I am looking for a way to ignore a specific exit code that works across zsh and bash.
In my example I want to ignore the exit code 134
.
I have managed to come up with a working example for bash:
node fail.js || STATUS=$? && (if [ $STATUS == 134 ]; then true; else exit $STATUS; fi)
Any improvements on that are appreciated as well, but my struggle begins with zsh.
This command won’t work in zsh. I have found out, that ||
is used in zsh to split commands, but I haven’t found an equivalent for the way I want it to work.

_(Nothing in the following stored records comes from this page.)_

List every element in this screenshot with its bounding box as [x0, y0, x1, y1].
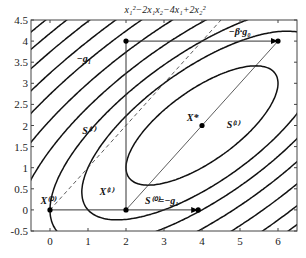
- x-tick-label: 5: [237, 235, 243, 247]
- annotations: −g₁−β·g₀S⁽¹⁾S⁽¹⁾X*X⁽¹⁾X⁽⁰⁾S⁽⁰⁾=−g₁: [40, 26, 252, 206]
- x-tick-label: 4: [199, 235, 205, 247]
- y-tick-label: -0.5: [11, 225, 29, 237]
- y-tick-label: 3.5: [14, 56, 28, 68]
- x-tick-label: 3: [161, 235, 167, 247]
- x-tick-label: 1: [85, 235, 91, 247]
- x-tick-label: 6: [275, 235, 281, 247]
- x-tick-label: 2: [123, 235, 129, 247]
- annotation-label: S⁽¹⁾: [82, 125, 97, 136]
- y-tick-label: 3: [23, 77, 29, 89]
- contour-line: [23, 12, 77, 56]
- y-tick-label: 1: [23, 162, 29, 174]
- y-tick-label: 2: [23, 120, 29, 132]
- contour-line: [82, 31, 305, 220]
- annotation-label: S⁽⁰⁾=−g₁: [145, 195, 179, 206]
- x-tick-label: 0: [47, 235, 53, 247]
- point-X(0): [47, 207, 52, 212]
- contour-chart: x₁²−2x₁x₂−4x₁+2x₂² 0123456 -0.500.511.52…: [0, 0, 306, 258]
- annotation-label: X*: [186, 112, 200, 123]
- annotation-label: X⁽⁰⁾: [40, 195, 58, 206]
- contour-line: [23, 12, 56, 39]
- y-tick-label: 4: [23, 35, 29, 47]
- annotation-label: X⁽¹⁾: [98, 186, 115, 197]
- y-tick-label: 4.5: [14, 14, 28, 26]
- annotation-label: −g₁: [77, 53, 92, 64]
- y-tick-label: 1.5: [14, 141, 28, 153]
- y-tick-label: 0.5: [14, 183, 28, 195]
- point-grad-point-top-left: [123, 39, 128, 44]
- annotation-label: S⁽¹⁾: [227, 119, 242, 130]
- y-tick-label: 0: [23, 204, 29, 216]
- point-X(1): [123, 207, 128, 212]
- y-tick-label: 2.5: [14, 98, 28, 110]
- annotation-label: −β·g₀: [229, 26, 252, 37]
- chart-title: x₁²−2x₁x₂−4x₁+2x₂²: [124, 4, 207, 15]
- point-X*: [199, 123, 204, 128]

CodePudding user response:
If your intent is for the script to keep running should the node interpreter not fail, this might look like:
node fail.js || { rc=$?; if [[ $rc != 134 ]]; then exit "$rc"; fi; }
CodePudding user response:
your_command || (exit "$(($? == 134 ? 0 : $?))")
This uses exit
in a subshell to change an exit status of 134 to 0, or else pass through the value if your_command
fails.
$(( expr ))
is for shell arithmetic expansion. Within this context, operators such as binary ==
and the conditional ?:
ternary are standard.
I don't think that ||
would be an issue in zsh. Perhaps using the non-standard ==
operator with [
instead of [[
. Zsh tries to conform to the POSIX standard when using [
or test
.
man zshbuiltins
says of test
/[
:
The command attempts to implement POSIX and its extensions where these are specified. Unfortunately there are intrinsic ambiguities in the syntax; in particular there is no distinction between test operators and strings that resemble them. The standard attempts to resolve these for small numbers of arguments (up to four); for five or more arguments compatibility cannot be relied on. Users are urged wherever possible to use the
[[
test syntax which does not have these ambiguities.